Dazed and confused? Not me. I’m just Lost in the Cheese Aisle.

Tuesday, August 21, 2012

WATER, WATER EVERYWHERE

When we were in Israel, we saw plenty of water... and not only the kind you use to dilute your single-barrel bourbon.

There was the Mediterranean Sea. Tel Aviv is a coastal town, and we took advantage of our proximity to the beach.  The sand was hot, the water cool and inviting.  The biggest hazard? Getting smacked in the head by a flying squash ball from the ubiquitous young men playing matkot - beach tennis.

Tel Aviv Sunset HDR
The sun sets over the Mediterranean - the view from our hotel in Tel Aviv.

Following the coastline northward, we admired the sea once again in Caesarea...

Caesarea HDR
The surf at Caesarea.  Pretty, but no surfers in evidence.

...and watched it crash against the shore in Rosh HaNikra, hard by the Lebanese border. The shady grottoes there offered a bit of respite from the summer heat.

Waters of Rosh HaNikra
Look - there’s a dude standing on that rock looking like he’s ready to jump in.  Don’t do it, Rock-Dude!

Color Grotto
One of the grottoes at Rosh HaNikra.

As we headed east, there was the Sea of Galilee - Yam Kinneret - where Jesus is supposed to have walked on water.

Yam Kinneret at Dawn
Yam Kinneret - the Sea of Galilee - at sunrise.

We saw no drunken U. S. Congressmen skinny-dipping there, thank goodness. That might have put us off our feed.

Strangest of all, though, was the Dead Sea, AKA Yam HaMelach - the Salt Sea. Like the Sea of Galilee, the Dead Sea is not a true sea, but rather a largish lake.

Dead Sea
The Dead Sea as seen from Masada.  The mountains in the background are in Jordan.

Due to its extreme salinity (~31%), fish do not live in the Dead Sea... except possibly for the Wild Gravlax.  The beach is encrusted with a thick rind of natural halite - rock salt - and walking upon it without shoes is akin to walking barefoot through a hot parking lot paved with a blend of asphalt and broken beer bottles.

Floating Like a Cork
Fulfilling a decades-old dream, Elisson bobs like a damned cork in the amazingly saline waters.

They warn you before you take a dip in the Dead Sea that you should take off any metal jewelry.  I’m guessing that if your rings or other adornments are of the wrong type of metal, they will either corrode or they’ll act like some sort of weird Voltaic pile and generate enough electricity to cook you like a fly on a bug zapper.  They also tell you that if you have any tiny crevices or imperfections in your skin, the Dead Sea salt will seek them out like a laser-guided pain missile.  Get any of that stuff in your eyes?  Fuhgeddaboudit.

Fortunately, I did not - as they say - Feel the Burn.  The water felt strangely heavy, almost oily, but it buoyed me up as though I were floating on mercury.  The burn came later, after I showered, toweled off, and parked myself on a beach chair.  What did that time-and-temperature sign say, anyway?  Fifty degrees?

Holy Crapoly - that’s One Hundred Twenty Two on the old Fahrenheit scale.  In Hebrew, that’s Cham Meod, which translates loosely as “hotter than a two-dollar pistol.”  I sure could’ve used a G&T...

2 comments:

Erica said...

I actually walked, barefoot, upon the "beach" surrounding the Dead Sea. I was not about to wear my sneakers in the water, so I dumbly took my chances. It was pretty awful.

Elisson said...

I brought a pair of water shoes with me, thank Gawd. Walking on that halite crust without 'em was extremely uncomfortable... I know this 'coz I made the mistake of trying it.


# BRIEF
Go through the data below. Pull out every line that has the word "pixels".

-------- PROVIDED RECORDS

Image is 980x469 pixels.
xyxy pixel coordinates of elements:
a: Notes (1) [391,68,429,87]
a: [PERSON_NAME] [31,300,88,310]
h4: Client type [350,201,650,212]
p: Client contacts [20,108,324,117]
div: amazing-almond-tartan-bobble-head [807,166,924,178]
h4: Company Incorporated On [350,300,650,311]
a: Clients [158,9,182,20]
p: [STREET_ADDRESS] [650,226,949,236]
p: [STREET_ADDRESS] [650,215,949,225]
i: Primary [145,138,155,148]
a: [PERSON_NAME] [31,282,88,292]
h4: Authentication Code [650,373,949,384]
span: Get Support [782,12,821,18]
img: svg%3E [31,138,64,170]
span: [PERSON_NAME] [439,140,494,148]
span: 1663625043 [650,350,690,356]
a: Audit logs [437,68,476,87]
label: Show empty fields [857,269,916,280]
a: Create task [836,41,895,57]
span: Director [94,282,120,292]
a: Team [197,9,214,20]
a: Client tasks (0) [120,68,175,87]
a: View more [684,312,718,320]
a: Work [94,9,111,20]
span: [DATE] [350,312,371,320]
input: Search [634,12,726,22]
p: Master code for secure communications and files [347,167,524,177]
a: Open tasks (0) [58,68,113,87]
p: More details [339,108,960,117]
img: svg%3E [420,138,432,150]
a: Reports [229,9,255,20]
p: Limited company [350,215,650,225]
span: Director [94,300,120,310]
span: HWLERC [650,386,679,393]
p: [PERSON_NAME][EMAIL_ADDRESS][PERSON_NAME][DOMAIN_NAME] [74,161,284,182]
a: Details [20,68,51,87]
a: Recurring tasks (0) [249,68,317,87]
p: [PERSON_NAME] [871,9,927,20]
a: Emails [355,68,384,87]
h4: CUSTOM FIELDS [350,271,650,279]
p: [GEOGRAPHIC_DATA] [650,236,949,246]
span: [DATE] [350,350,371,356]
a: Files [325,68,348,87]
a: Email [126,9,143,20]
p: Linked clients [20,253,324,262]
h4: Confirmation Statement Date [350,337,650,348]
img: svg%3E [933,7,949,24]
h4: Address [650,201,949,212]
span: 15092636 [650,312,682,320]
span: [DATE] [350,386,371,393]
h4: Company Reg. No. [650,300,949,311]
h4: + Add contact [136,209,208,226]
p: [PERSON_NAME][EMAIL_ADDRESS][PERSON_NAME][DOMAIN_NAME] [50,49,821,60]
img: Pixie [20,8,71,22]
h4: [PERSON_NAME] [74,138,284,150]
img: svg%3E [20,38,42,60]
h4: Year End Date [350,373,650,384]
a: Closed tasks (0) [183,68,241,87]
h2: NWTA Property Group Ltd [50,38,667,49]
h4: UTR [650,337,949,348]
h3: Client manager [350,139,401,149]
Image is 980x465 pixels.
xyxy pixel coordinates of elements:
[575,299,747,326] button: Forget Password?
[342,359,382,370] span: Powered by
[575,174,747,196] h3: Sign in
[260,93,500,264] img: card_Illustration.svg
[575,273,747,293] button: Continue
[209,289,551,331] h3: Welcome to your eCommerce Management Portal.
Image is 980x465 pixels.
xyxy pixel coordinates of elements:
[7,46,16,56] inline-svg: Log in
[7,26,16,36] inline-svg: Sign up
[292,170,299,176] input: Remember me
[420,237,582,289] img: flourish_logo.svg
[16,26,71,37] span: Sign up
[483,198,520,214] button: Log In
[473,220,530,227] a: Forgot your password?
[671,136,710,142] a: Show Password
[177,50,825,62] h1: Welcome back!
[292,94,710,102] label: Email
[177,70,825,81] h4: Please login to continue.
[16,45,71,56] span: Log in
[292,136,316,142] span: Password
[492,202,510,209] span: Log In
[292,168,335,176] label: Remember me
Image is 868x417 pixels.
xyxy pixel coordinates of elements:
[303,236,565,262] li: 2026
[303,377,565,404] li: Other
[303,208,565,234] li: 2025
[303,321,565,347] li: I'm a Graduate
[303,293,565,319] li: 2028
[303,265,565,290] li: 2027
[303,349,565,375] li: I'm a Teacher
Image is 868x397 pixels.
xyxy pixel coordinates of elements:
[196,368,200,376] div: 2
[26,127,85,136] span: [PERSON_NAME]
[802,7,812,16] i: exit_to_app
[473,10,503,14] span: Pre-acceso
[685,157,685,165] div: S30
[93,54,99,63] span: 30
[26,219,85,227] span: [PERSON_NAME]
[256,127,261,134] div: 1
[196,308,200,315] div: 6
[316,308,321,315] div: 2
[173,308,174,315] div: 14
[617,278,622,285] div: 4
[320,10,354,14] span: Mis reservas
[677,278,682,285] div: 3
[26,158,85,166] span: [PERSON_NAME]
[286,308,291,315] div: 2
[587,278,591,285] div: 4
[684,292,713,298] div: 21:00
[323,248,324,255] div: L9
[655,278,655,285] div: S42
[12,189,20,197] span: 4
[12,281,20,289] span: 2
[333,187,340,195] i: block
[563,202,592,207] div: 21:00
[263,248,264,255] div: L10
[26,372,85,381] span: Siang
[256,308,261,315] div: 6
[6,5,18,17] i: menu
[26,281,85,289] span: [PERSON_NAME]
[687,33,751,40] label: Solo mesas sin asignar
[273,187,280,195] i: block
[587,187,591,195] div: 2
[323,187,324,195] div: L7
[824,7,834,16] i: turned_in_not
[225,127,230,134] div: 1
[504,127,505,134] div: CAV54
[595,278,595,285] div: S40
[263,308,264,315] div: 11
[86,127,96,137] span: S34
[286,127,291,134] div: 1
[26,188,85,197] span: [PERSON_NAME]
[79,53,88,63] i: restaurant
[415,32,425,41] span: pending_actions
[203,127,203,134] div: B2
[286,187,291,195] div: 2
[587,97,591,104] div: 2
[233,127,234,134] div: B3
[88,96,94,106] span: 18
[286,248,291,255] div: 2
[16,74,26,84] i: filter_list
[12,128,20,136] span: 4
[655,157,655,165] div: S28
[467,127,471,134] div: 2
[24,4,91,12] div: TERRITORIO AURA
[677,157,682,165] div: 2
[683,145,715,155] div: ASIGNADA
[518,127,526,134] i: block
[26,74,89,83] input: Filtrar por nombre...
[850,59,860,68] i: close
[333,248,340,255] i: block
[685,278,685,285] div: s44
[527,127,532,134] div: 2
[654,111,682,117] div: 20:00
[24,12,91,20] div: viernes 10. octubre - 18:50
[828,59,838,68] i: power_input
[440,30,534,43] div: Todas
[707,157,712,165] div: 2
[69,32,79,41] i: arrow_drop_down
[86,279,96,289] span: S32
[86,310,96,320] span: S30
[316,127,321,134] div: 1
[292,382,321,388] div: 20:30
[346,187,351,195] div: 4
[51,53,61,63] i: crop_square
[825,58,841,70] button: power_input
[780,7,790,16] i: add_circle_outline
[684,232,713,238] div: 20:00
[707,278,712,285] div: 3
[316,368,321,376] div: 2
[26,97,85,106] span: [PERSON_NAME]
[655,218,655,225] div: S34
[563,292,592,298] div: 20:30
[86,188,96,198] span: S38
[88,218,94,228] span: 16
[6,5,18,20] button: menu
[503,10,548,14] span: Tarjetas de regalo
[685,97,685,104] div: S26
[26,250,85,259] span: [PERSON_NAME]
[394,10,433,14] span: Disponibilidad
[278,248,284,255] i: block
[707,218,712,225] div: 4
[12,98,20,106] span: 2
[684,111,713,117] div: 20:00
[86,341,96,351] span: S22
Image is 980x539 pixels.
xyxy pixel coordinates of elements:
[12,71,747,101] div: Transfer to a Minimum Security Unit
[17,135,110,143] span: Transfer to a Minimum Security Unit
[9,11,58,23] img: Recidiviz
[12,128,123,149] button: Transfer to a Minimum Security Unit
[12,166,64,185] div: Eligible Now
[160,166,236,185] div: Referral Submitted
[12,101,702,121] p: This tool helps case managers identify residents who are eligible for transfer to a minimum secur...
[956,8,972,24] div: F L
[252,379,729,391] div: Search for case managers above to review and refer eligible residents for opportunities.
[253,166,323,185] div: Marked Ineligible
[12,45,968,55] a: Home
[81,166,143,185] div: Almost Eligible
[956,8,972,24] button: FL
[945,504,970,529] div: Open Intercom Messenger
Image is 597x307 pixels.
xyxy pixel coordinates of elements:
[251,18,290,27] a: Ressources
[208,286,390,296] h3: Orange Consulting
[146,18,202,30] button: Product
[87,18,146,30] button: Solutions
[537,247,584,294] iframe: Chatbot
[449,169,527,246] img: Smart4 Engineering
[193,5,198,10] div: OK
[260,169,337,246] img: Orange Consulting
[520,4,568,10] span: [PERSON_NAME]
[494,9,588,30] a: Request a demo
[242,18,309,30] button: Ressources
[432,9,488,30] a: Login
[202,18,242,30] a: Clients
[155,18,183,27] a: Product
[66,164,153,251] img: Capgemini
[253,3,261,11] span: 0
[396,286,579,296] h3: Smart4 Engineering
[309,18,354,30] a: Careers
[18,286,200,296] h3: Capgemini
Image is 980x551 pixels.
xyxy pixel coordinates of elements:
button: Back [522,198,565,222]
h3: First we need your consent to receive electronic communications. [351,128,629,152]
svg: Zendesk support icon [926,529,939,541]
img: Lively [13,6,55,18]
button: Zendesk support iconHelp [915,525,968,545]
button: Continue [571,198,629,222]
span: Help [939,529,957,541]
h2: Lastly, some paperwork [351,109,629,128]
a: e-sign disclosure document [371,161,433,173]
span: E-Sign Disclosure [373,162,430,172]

----------------

# WORKED SOLUTION
Image is 980x469 pixels.
Image is 980x465 pixels.
Image is 980x465 pixels.
Image is 868x417 pixels.
Image is 868x397 pixels.
Image is 980x539 pixels.
Image is 597x307 pixels.
Image is 980x551 pixels.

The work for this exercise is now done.